Lunar tech startup aims to extract rare helium isotope from the Moon


US-based startup Interlune is developing a lunar soil processing system to extract helium-3, a rare isotope on Earth believed to be more abundant in the Moon’s regolith, which is essentially a blanket of dust and broken rocks on the lunar surface.

The company is working with industrial equipment manufacturer Vermeer to create what is likely to be a prototype system, which will process up to 100 tonnes of lunar regolith per hour before separating the gases and isolating helium-3.

The system is expected to excavate the top few metres of regolith, after which the material will be sorted and heated to 700 to 900°C to release the embedded gases. These are then separated using cryogenic or pressure-swing adsorption techniques to isolate helium-3.

In concept, lunar extraction of the gas is straightforward but in practice it is highly complex and costly.

“The high-rate excavation needed to harvest helium-3 from the Moon in large quantities has never been attempted before, let alone with high efficiency,” said Gary Lai, Interlune co-founder and CTO.

Government and industry have been seeking a new and scalable source of the rare isotope since the US government identified a severe shortage around 2010.

Helium-3 is used in neutron detection, cryogenics, medical imaging (such as lung MRI), and is being researched as a potential fuel for fusion energy due to its aneutronic properties. This refers to a type of fusion reaction that does not produce neutrons, which cause problems associated with damaging radiation.

A render of how the helium-3 harvesting technology may look ©Interlune

However, there are major economic and technical challenges to be overcome before the technology can be scaled. After the gas mixture is processed it must be stored in pressurised cryogenic tanks and transported back to Earth at enormous cost due to launch mass and cryogenic containment.

The isotope is also extremely scarce. Even high-grade regolith only contains about 10-20 micrograms of helium-3 per kilogramme. This means over 100 million tonnes of regolith needs to be processed each year to fuel even one large fusion power plant.

Despite this, the US Department of Energy under its Isotope Programme agreed earlier this year to procure up to three litres of helium-3 for delivery on Earth no later than April 2029.

“The inaugural purchase of lunar helium-3 from Interlune demonstrates the crucial need for a larger supply of this resource here on Earth,” said Rob Meyerson, Interlune co-founder and CEO.

To extract three litres of helium-3, Interlune will have to process enough lunar regolith to fill a large backyard swimming pool and the amount will be too large to return to Earth.

“Processing this amount of regolith requires us to demonstrate our operations at a useful scale on the Moon,” explained Meyerson. To do this, the company has outlined plans to build a pilot plant on the Moon’s surface.

In the future, it aims to supply “other lunar-derived resources” for use in space to advance further space exploration.

The company has so far raised around $18m including individual grants from the US DOE and NASA TechFlights to develop its technology and is planning several missions to the Moon later this decade.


◆ Brief: If a line in the records below contains the word "vocalfiddles", return that line.

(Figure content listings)

┌──

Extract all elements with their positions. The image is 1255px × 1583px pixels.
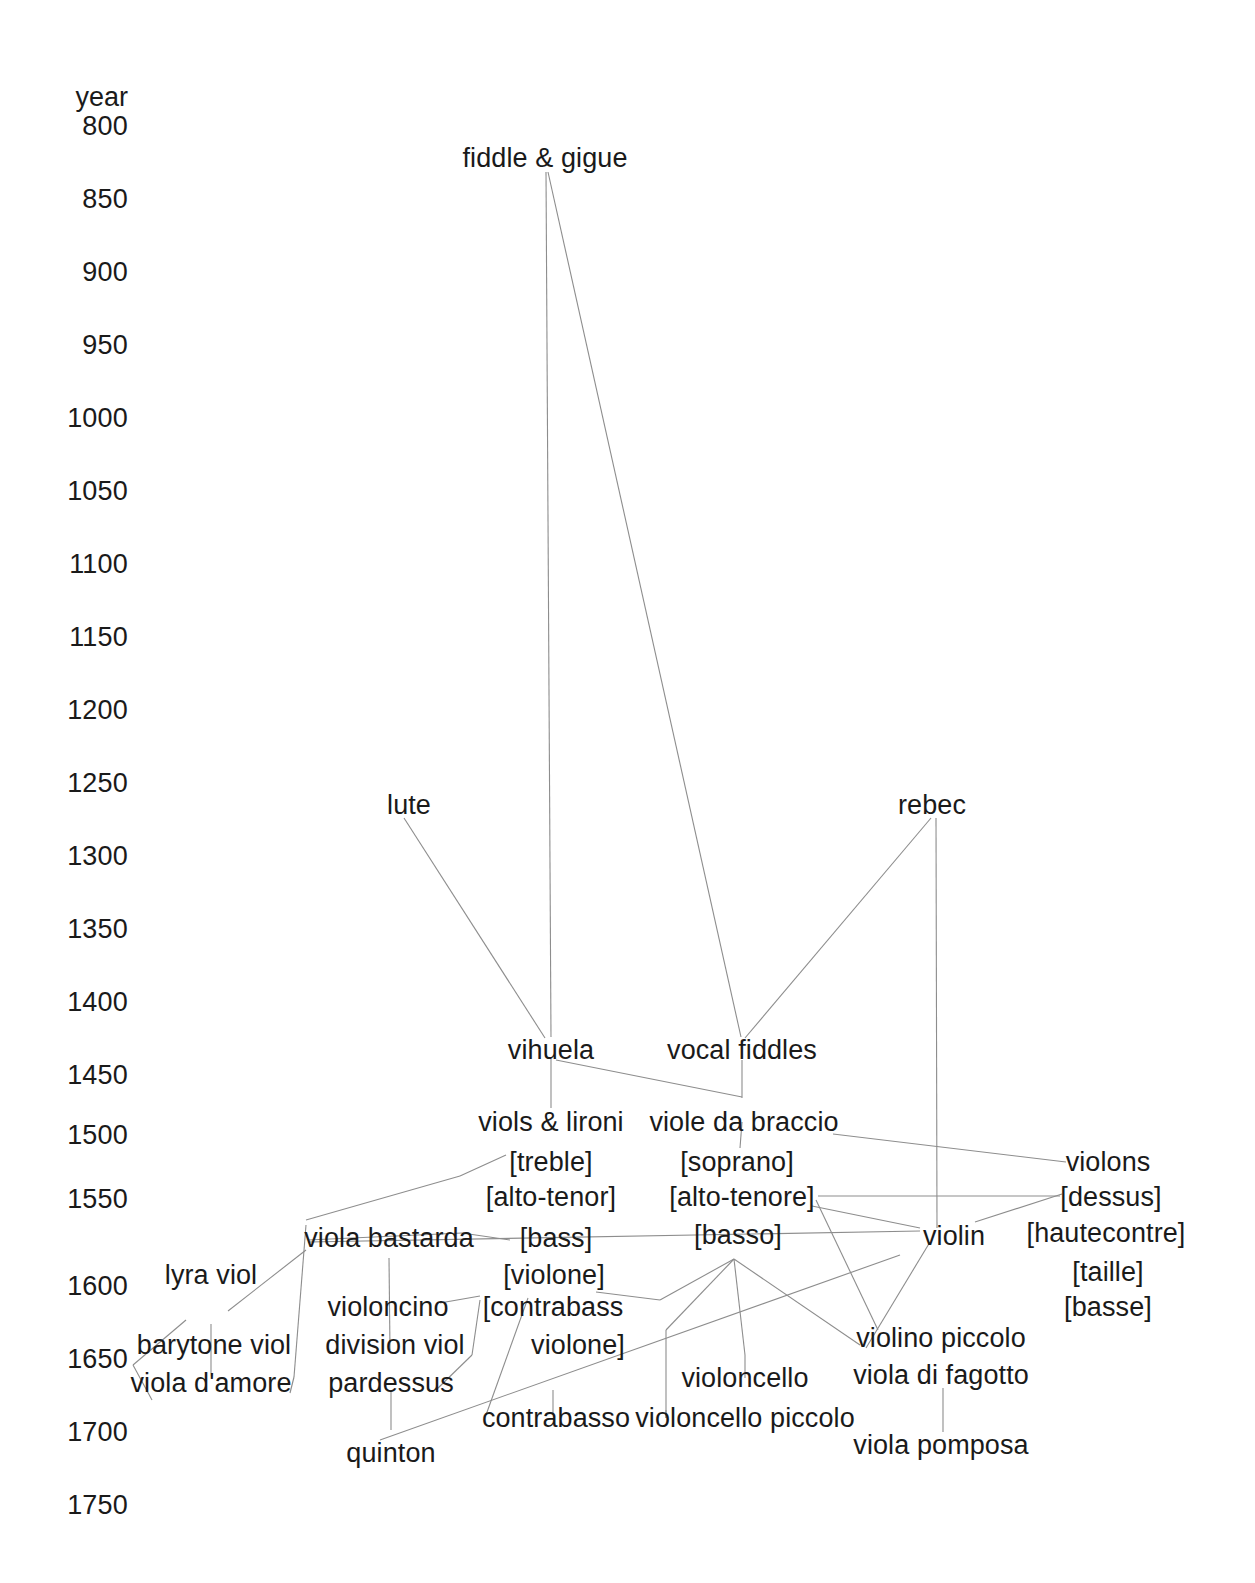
node-violoncello: violoncello [681,1364,808,1393]
node-viola-damore: viola d'amore [130,1369,291,1398]
node-pardessus: pardessus [328,1369,453,1398]
node-viola-pomposa: viola pomposa [853,1431,1028,1460]
edge-rebec-violin [936,818,937,1228]
node-dessus: [dessus] [1060,1183,1161,1212]
year-tick-1250: 1250 [0,770,128,797]
edge-fiddle-vihuela [546,172,551,1037]
node-viols-lironi: viols & lironi [478,1108,623,1137]
year-tick-1100: 1100 [0,551,128,578]
node-barytone-viol: barytone viol [137,1331,291,1360]
edge-violabastarda-up [306,1176,460,1220]
year-tick-1150: 1150 [0,624,128,651]
node-bass: [bass] [520,1224,593,1253]
edge-basso-violoncello [734,1259,745,1355]
year-tick-950: 950 [0,332,128,359]
node-alto-tenor: [alto-tenor] [486,1183,616,1212]
node-viola-bastarda: viola bastarda [304,1224,474,1253]
node-violin: violin [923,1222,985,1251]
node-contrabasso: contrabasso [482,1404,630,1433]
timeline-diagram: year 800 850 900 950 1000 1050 1100 1150… [0,0,1255,1583]
year-tick-1650: 1650 [0,1346,128,1373]
edge-basso-left [666,1259,734,1330]
year-tick-1750: 1750 [0,1492,128,1519]
edge-basso-contrabassviolone [660,1259,734,1300]
node-vocal-fiddles: vocal fiddles [667,1036,817,1065]
node-violoncello-piccolo: violoncello piccolo [635,1404,855,1433]
node-alto-tenore: [alto-tenore] [669,1183,814,1212]
node-division-viol: division viol [325,1331,464,1360]
node-lyra-viol: lyra viol [165,1261,257,1290]
year-tick-1600: 1600 [0,1273,128,1300]
year-tick-1550: 1550 [0,1186,128,1213]
node-treble: [treble] [509,1148,592,1177]
node-violino-piccolo: violino piccolo [856,1324,1026,1353]
year-tick-1350: 1350 [0,916,128,943]
node-contrabass-violone-2: violone] [531,1331,625,1360]
node-lute: lute [387,791,431,820]
node-viola-di-fagotto: viola di fagotto [853,1361,1029,1390]
node-rebec: rebec [898,791,966,820]
edge-fiddle-vocalfiddles [548,172,741,1037]
node-contrabass-violone-1: [contrabass [483,1293,624,1322]
node-hautecontre: [hautecontre] [1027,1219,1186,1248]
year-tick-1300: 1300 [0,843,128,870]
node-soprano: [soprano] [680,1148,793,1177]
edge-basso-violadifagotto [734,1259,860,1345]
node-basse: [basse] [1064,1293,1152,1322]
edge-altotenore-violinopiccolo [816,1200,878,1330]
node-violons: violons [1066,1148,1151,1177]
node-violoncino: violoncino [327,1293,448,1322]
edge-vihuela-violedabraccio [556,1060,742,1097]
year-tick-1200: 1200 [0,697,128,724]
year-tick-1450: 1450 [0,1062,128,1089]
edge-lute-vihuela [404,818,545,1038]
edge-treble-violabastarda [460,1155,506,1176]
node-viole-da-braccio: viole da braccio [649,1108,838,1137]
year-tick-900: 900 [0,259,128,286]
edge-altotenore-violin [812,1206,920,1228]
year-tick-1050: 1050 [0,478,128,505]
edge-rebec-vocalfiddles [745,818,931,1038]
axis-title-year: year [0,84,128,111]
node-basso: [basso] [694,1221,782,1250]
node-taille: [taille] [1072,1258,1143,1287]
edge-pardessus-up2 [472,1300,480,1355]
edge-violedabraccio-violons [833,1134,1066,1162]
year-tick-1700: 1700 [0,1419,128,1446]
year-tick-1500: 1500 [0,1122,128,1149]
year-tick-850: 850 [0,186,128,213]
node-quinton: quinton [346,1439,435,1468]
node-fiddle-gigue: fiddle & gigue [462,144,627,173]
year-tick-1000: 1000 [0,405,128,432]
year-tick-1400: 1400 [0,989,128,1016]
node-violone-bracket: [violone] [503,1261,604,1290]
year-tick-800: 800 [0,113,128,140]
node-vihuela: vihuela [508,1036,594,1065]
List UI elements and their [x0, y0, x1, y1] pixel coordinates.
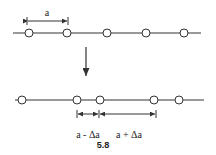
long-spacing-label: a + Δa: [116, 129, 143, 140]
atom-icon: [63, 29, 71, 37]
atom-icon: [180, 29, 188, 37]
bottom-chain: a - Δa a + Δa: [15, 96, 204, 140]
atom-icon: [96, 96, 104, 104]
figure-number: 5.8: [97, 140, 110, 150]
atom-icon: [175, 96, 183, 104]
atom-icon: [150, 96, 158, 104]
peierls-distortion-diagram: a a - Δa a + Δa 5.8: [0, 0, 216, 155]
top-spacing-dimension: [27, 17, 68, 25]
top-chain: a: [13, 7, 201, 37]
short-spacing-label: a - Δa: [76, 129, 100, 140]
atom-icon: [103, 29, 111, 37]
atom-icon: [18, 96, 26, 104]
atom-icon: [142, 29, 150, 37]
atom-icon: [73, 96, 81, 104]
spacing-label-a: a: [45, 7, 50, 18]
atom-icon: [25, 29, 33, 37]
bottom-spacing-dimensions: [77, 110, 156, 118]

└──

◆ Exercise output:
edge-fiddle-vocalfiddles [548,172,741,1037]
edge-rebec-vocalfiddles [745,818,931,1038]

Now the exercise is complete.